Twenty years on from the Bucks Free Press launching its campaign to ‘Save Wycombe Hospital’, the newspaper is revitalising its efforts to improve NHS services for people in the town.

As part of this we want to hear from our readers about their experiences at Wycombe Hospital and are collecting stories from people who have used its services.

This week we speak to Catherine Bunting, who had to take her husband all the way up to Stoke Mandeville Hospital near Aylesbury in 2022 after a football collision.

The resident was turned away from Wycombe due to the hospital not having its own Type 1 A&E department after the emergency facility was moved to Stoke Mandeville in 2006.

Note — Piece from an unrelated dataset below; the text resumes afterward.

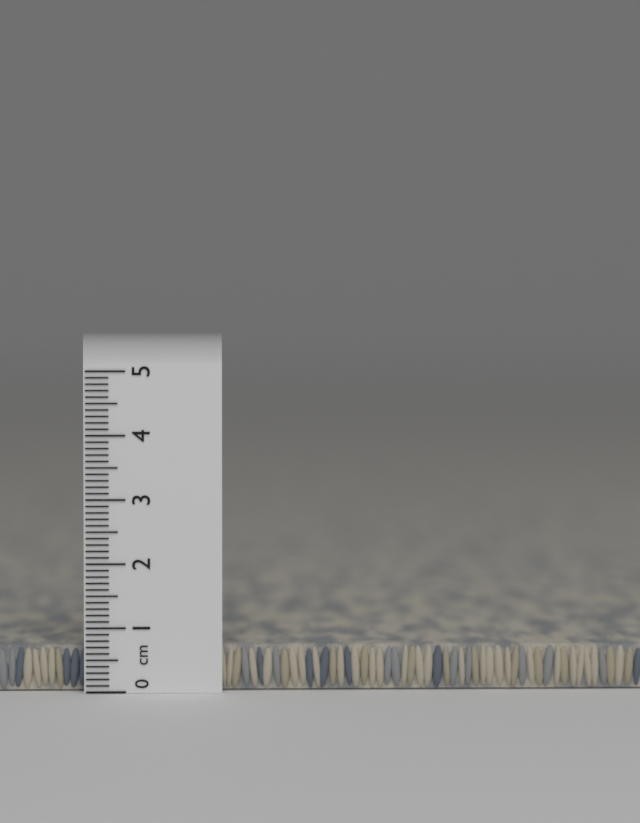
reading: 0.7 cm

She told the Free Press: “My husband was playing football in the evening, and he was tackled and went into the wire sides of the pitch and cut his head open quite badly and damaged his hand quite badly. He came in white as a sheet, blood running down his face.”

Bunting drove her husband to Wycombe Hospital as it was closest, saying she was ‘on auto-pilot mode’ in a ‘moment of panic’ and did not stop to question whether doctors there would not be able to treat him.

“So, I got him there,” Bunting continued, “Got the front doors and they said, ‘No, you can’t, you need to go on to Stoke Mandeville’. So, we were turned away there and then had to make the trip across to Stoke Mandeville, which is a real trek.”

Fortunately, Bunting’s trip up to Aylesbury only took around 30 minutes as they went at night when the roads were quiet, but she believes it could have been up to 45 minutes if his accident had been during the day.

Her husband required stitches to his head and was in ‘a bad way for a while’ with his hand, but the couple said they were lucky his accident was not worse.

Bunting said: “It is just horrific for it to be such a long journey and especially for people from Wycombe as well, it being such a huge town, if you don’t have transport, how are you supposed to get there?”

She added that the thought of vulnerable people travelling from Wycombe to Aylesbury for treatment was ‘scary’ and that vital time might be ‘wasted’ making the trip.

The Great Missenden resident praised the staff at Wycombe Hospital, saying they had provided good care to her and people she knows over the years, including a friend who suffered a stroke.

However, her friend, and many others have complained about the hospital having poor facilities, especially in its 1960s-built tower, where out-of-order lifts are among the issues commonly reported.

She said: “I do hear good things about people and the treatment that they have there, but just how terribly run down it is and it desperately needs funding.

“I think it is disgusting to have a town the size of Wycombe without an A&E there. I don’t know how that’s allowed.

“If there was a serious accident in Wycombe, like at the football stadium or train station, if there were a number of casualties, imagine having to transport a number of people from Wycombe to Stokke Mandeville. It would be ridiculous.”

Catherine Bunting is a Great Missenden parish councillor for Prestwood & Heath End and stood for the Green party in Wycombe in the July 4 general election.